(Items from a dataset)
+---+

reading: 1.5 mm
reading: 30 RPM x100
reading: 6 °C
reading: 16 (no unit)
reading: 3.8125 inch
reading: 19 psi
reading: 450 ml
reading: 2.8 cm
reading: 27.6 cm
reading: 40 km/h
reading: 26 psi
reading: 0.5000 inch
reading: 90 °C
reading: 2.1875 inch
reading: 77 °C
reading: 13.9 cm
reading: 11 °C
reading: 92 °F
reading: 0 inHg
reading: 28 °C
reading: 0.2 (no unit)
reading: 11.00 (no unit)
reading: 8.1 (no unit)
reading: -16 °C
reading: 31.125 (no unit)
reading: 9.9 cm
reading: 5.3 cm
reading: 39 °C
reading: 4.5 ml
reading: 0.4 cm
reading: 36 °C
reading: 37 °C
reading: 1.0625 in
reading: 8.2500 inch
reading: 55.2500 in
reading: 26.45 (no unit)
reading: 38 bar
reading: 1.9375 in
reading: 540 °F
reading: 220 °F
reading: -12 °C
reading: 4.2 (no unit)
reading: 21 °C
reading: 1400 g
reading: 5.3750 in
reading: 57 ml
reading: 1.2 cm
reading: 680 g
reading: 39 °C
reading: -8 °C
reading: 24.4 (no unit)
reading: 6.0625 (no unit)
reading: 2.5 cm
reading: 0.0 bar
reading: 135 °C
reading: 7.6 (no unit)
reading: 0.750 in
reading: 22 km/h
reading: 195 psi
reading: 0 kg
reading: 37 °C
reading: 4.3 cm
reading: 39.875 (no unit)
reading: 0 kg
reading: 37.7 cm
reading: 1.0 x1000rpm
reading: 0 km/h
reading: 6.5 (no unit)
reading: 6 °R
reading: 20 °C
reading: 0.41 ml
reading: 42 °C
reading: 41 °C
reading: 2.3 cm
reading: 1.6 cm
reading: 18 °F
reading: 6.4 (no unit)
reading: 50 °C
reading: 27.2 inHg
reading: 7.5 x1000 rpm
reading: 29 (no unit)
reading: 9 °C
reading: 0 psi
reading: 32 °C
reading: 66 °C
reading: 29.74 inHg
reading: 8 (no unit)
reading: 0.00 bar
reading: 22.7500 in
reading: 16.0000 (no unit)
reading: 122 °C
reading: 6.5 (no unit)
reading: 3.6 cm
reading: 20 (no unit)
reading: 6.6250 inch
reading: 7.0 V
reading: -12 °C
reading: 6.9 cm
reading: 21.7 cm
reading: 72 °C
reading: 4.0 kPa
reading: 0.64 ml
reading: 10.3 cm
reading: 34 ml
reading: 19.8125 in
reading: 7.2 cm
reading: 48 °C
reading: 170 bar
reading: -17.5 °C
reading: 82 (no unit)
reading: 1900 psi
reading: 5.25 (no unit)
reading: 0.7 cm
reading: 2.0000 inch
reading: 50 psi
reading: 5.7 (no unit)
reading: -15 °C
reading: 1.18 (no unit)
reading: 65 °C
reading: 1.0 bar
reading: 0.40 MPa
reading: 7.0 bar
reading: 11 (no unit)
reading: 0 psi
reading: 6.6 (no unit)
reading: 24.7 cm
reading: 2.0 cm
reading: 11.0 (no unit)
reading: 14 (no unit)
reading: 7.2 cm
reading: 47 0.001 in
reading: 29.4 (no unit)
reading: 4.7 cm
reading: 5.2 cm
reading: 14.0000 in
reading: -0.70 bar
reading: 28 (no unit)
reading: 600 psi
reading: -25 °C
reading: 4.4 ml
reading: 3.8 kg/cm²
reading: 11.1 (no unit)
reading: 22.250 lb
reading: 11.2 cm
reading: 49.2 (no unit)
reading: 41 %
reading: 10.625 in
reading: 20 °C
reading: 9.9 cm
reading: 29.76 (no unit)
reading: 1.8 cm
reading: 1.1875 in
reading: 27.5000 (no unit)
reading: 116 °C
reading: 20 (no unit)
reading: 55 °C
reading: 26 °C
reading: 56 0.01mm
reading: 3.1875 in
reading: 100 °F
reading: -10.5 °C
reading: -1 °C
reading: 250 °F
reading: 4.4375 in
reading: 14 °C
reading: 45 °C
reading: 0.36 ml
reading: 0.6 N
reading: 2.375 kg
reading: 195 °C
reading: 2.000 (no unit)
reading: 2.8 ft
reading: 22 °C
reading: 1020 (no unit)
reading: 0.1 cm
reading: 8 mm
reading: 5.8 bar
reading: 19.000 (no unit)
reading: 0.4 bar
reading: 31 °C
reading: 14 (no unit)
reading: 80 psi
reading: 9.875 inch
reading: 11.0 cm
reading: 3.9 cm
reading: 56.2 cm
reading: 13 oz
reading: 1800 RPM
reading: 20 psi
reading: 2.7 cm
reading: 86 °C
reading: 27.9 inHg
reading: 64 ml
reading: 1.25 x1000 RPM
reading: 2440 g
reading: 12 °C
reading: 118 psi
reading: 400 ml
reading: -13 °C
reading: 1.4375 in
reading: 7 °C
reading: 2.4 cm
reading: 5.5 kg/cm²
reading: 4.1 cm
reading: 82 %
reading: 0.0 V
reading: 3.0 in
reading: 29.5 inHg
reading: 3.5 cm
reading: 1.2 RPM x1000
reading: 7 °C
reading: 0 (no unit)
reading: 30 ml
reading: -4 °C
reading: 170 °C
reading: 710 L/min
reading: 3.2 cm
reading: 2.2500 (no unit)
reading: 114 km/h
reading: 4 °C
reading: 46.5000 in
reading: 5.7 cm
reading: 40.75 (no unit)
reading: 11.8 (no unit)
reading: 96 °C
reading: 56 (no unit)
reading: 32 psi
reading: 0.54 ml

+---+

(Exercise prompt) Only the lines above from the line containing "reading: 64 ml" through the line containing "reading: 56 (no unit)" should be retyped, exactly and with both ends included.

(Solution to this problem)
reading: 64 ml
reading: 1.25 x1000 RPM
reading: 2440 g
reading: 12 °C
reading: 118 psi
reading: 400 ml
reading: -13 °C
reading: 1.4375 in
reading: 7 °C
reading: 2.4 cm
reading: 5.5 kg/cm²
reading: 4.1 cm
reading: 82 %
reading: 0.0 V
reading: 3.0 in
reading: 29.5 inHg
reading: 3.5 cm
reading: 1.2 RPM x1000
reading: 7 °C
reading: 0 (no unit)
reading: 30 ml
reading: -4 °C
reading: 170 °C
reading: 710 L/min
reading: 3.2 cm
reading: 2.2500 (no unit)
reading: 114 km/h
reading: 4 °C
reading: 46.5000 in
reading: 5.7 cm
reading: 40.75 (no unit)
reading: 11.8 (no unit)
reading: 96 °C
reading: 56 (no unit)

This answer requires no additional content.